Two

It was a gray Gothic fever dream.

Soaring spires pierced the night sky. Towers brooded darkly. Pointed arches framed shadowed windows. A high granite wall, blackened by time and weather, encircled the castle. Along its crenellated edge, an army of gargoyles gibbered and leered.

The mist had disappeared. Moonlight shone down now, illuminating a long wooden bridge that spanned a deep moat and led to the castle’s gatehouse. Beau could see that the massive iron portcullis was raised. Spikes ran along its bottom edge.

“Who leaves a gatehouse open at this hour?” he asked quietly. “Where are the guards?”

Raphael nudged his horse forward. His men followed. Their shrewd thieves’ eyes darted up walls, over archways, to the tops of turrets. They noticed things they’d missed in the first flush of surprise—a crumbling parapet, empty watchtowers, a tattered flag.

“There are no guards. The place is deserted,” said Antonio.

Beau’s gaze settled on the bridge. As it did, a shudder ran through him that had nothing to do with the cold. The bridge seemed to him like a long ogre’s tongue and the shadowed arch of the gatehouse like the ogre’s mouth, and he felt, deep down in his bones, that if he entered it, it would eat him alive.

The others felt it, too. “Something’s not right. We should ride on,” said Rodrigo.

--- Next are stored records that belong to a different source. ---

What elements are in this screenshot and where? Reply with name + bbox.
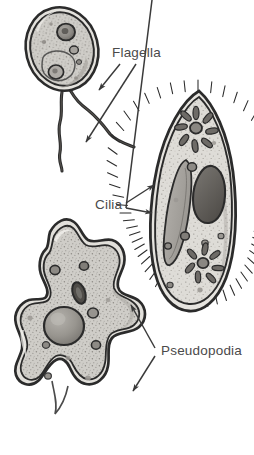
flagellate-granule-b xyxy=(76,60,81,65)
amoeba-food-vacuole-b xyxy=(79,262,88,270)
label-flagella: Flagella xyxy=(112,45,161,60)
amoeba-food-vacuole-a xyxy=(50,265,60,274)
paramecium-food-vacuole-b xyxy=(181,232,190,240)
amoeba-food-vacuole-d xyxy=(88,308,99,318)
amoeba-food-vacuole-c xyxy=(91,341,100,349)
figure-canvas: Flagella Cilia Pseudopodia xyxy=(0,0,254,455)
label-cilia: Cilia xyxy=(95,197,123,212)
amoeba-food-vacuole-e xyxy=(42,342,49,349)
label-pseudopodia: Pseudopodia xyxy=(161,343,242,358)
paramecium-contractile-vacuole-upper xyxy=(174,106,219,152)
flagellate-granule-a xyxy=(70,46,79,54)
paramecium-food-vacuole-c xyxy=(165,243,172,249)
amoeba-nucleus xyxy=(44,307,84,345)
paramecium-food-vacuole-a xyxy=(187,163,196,171)
protist-illustration: Flagella Cilia Pseudopodia xyxy=(0,0,254,455)
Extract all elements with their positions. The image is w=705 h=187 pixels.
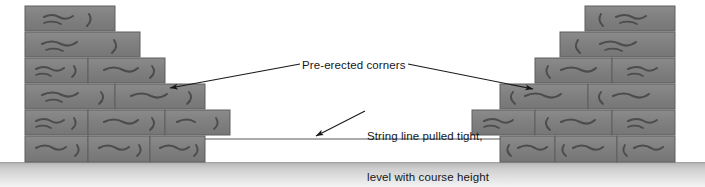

Raphael spat on the ground. “You sound like an old woman. The hounds have lost our scent. You want to help them find it again?” He touched his heels to his horse’s sides and started over the bridge. One by one, his men fell in line behind him.

The old wooden boards creaked and groaned under the weight of the horses. One, soft with rot, crumbled under Amar’s hind hoof and made him stumble. The falling chunks of wood hit the moat in a staccato of splashes.

Wary of the bridge’s poor condition, the men kept their horses at a walk. Beau entered the gatehouse with the first riders, and though it was dark inside, he could make out the shape of a winch, chains, coils of rope, weights.

Raphael saw them, too. “Tell the last ones to lower the portcullis,” he said to Rodrigo.

Beau felt for his dagger. They were taking a risk. There was no way the men hunting them could follow them if the portcullis was down, but what if the castle wasn’t deserted? What if they needed to get out fast?

An instant later, Raphael rode out of the gatehouse and entered a wide, cobbled courtyard. Beau was close behind him, eyes scanning for threats. He expected an ambush. He expected men to be waiting for them, men with pistols and swords.

He didn’t expect to see two iron torches blazing brightly on either side of the castle’s towering doors or to see those doors swing open now, as if unlocked by an invisible hand. He didn’t expect to see candlelight dancing in mullioned windows or to hear music playing. And the scents wafting through the air—of roasted meat, fresh bread, nutmeg, and cinnamon—made his empty stomach twist so hard, it brought tears to his eyes.

“It’s not real. It can’t be,” he whispered.

Raphael paused for a moment, allowing the men who’d lowered the portcullis to catch up. And then, as if in a trance, he slid out of his saddle, looped his reins over his horse’s neck, and moved toward the doors. The rest of the thieves did the same. One by one, they stepped out of the damp night and into the welcoming warmth, the dancing light.

Beau was among them, and as he crossed the castle’s threshold and peered inside, his eyes widened and his heart filled with something strange, something long forgotten, a feeling he could no longer name—wonder.